When the Ink Moves Again (the future of squidgy)

skip to next article

Posted under Miscellanea at .

Cory Doctorow suggested recently that Digital Rights Management and its shoring-up exercises may be only the start of a War on General Computing to come — in which various interests, probably more powerful than the entertainments industry, will attempt to control people’s use of computers by requiring that they only operate with built-in spyware to monitor and control our activities — no matter how impossible that is to actually achieve in any comprehensive sense. (And I might add, no matter the problems prohibition and wars always create.)

This sets me thinking: As others have observed, one area this might happen is 3D printing. Right now, we’re in much the same place microcomputing was in the mid-to-late 1970s, with build-it-yourself kits (like the original Apple) being about the most popular way of obtaining them. We have yet to see the 3D printer equivalent of the Vic-20, ZX81, or BBC Micro. That’s not to say that there will inevitably be such a thing. (If history really did repeat itself it would be easier to learn from.) It’s questionable whether there will ever be the kind of demand for 3D printing at home that there has been for computing and 2D printing. But it can be expected that something like the IBM PC will emerge and dominate the market anyway, because that’s what mass-production markets do. And going by present trends, it will have DRM; instead of USB it will connect with something like HDMI, a cable (or at least an interface) which restricts the actions of a computer, owned by anyone, to those permitted by a Luddite industry association. There is no particular reason to think that industry associations in this case will be any less inane than the entertainments outfits, so there will probably be something like DVD region encoding too. Which is one reason why I plan to get in early and get the equivalent of an Apple I (in memory of the days when Apple did not seem like part of the problem).

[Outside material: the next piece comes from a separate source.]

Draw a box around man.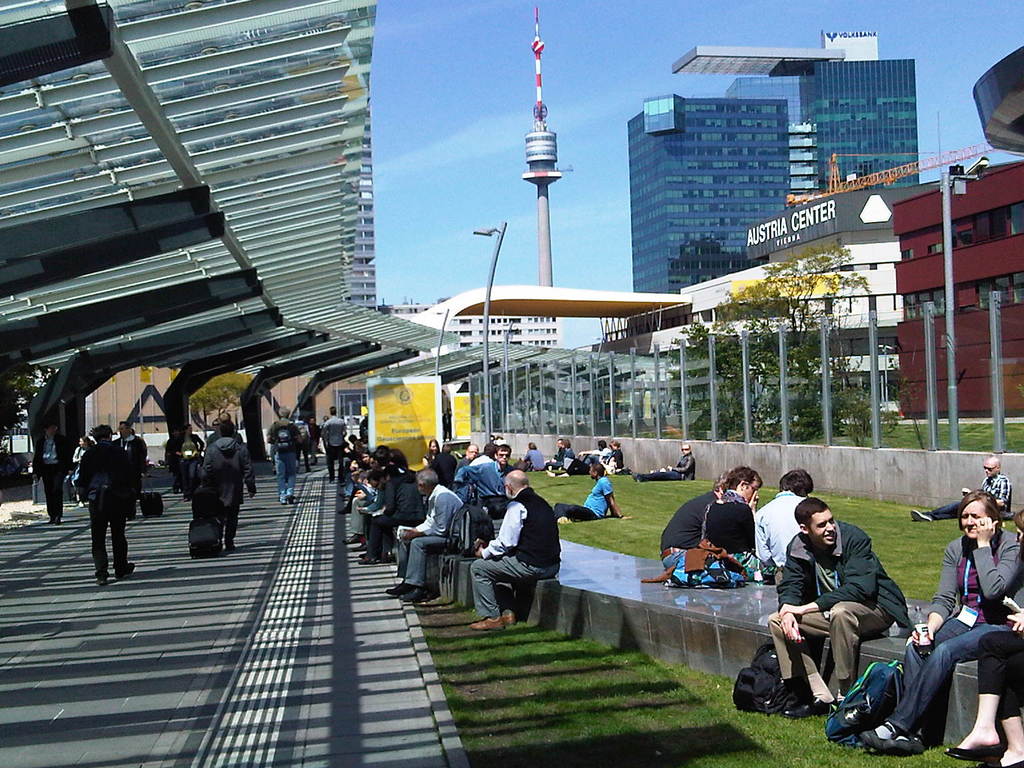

But that’s not what I came here to blog about.

more →


Paintbrush

skip to next article

Posted under Art & Photography at .

Paintbrush-37
Paintbrush-41

But what for do you need paintbrush cleaners, Madam — do you not have the Sea?

Today I notice that some of the fawn specks I thought were sand were really young barnacles trying to live on the paint. I wish I had known, and had a macro lens.


Don’t Dig Them

skip to next article

Posted under Art & Photography at .

don’t dig them

you people are strange digging deep the ground for glittering stones to put on you
(Rana temporaria temporaria)


Frog Eye

skip to next article

Posted under Art & Photography at .

Frog Eye

there are stones called tiger eye . . . but really I think they’re frog eye
(Rana temporaria temporaria I believe)


Bee with Passengers

skip to next article

Posted under Art & Photography at .

bee with passengers

and bees have smaller fleas that bite ’em?

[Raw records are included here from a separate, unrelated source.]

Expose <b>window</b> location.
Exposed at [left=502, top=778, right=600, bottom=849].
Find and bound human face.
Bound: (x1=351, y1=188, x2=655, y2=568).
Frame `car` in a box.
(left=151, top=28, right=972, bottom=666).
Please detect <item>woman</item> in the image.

it is hard to escape the impression that these mites are parasitical; but proportionally, if I had a dozen rats nestled into my fur I might do something about it unless they were paying their way somehow; but I am not a bee (in case you wonder)


dirty work

(This is the last article listed on this page.  Skip to page navigation.)

Posted under Miscellanea at .

Ammpol recently made a comment about unemployment and the Protestant Work Ethic, which set me thinking . . . I probably have only a vague grasp of the concept — but I assume it has to do with (or descends from) a salvation-by-something-or-other angle on religion as distinct from a supposed earlier (Roman) Catholic salvation-by-something-else. It’s always puzzled me as I had the impression that Catholicism allowed for salvation-by-good-works whereas most varieties of Protestantism seem to be more about salvation-by-grace. But that’s a whole other boring topic, and not one I’m qualified to speculate about. I doubt it’s really germane to economics, or more to the point, it’s not the actual work ethic we appear to have in contemporary society.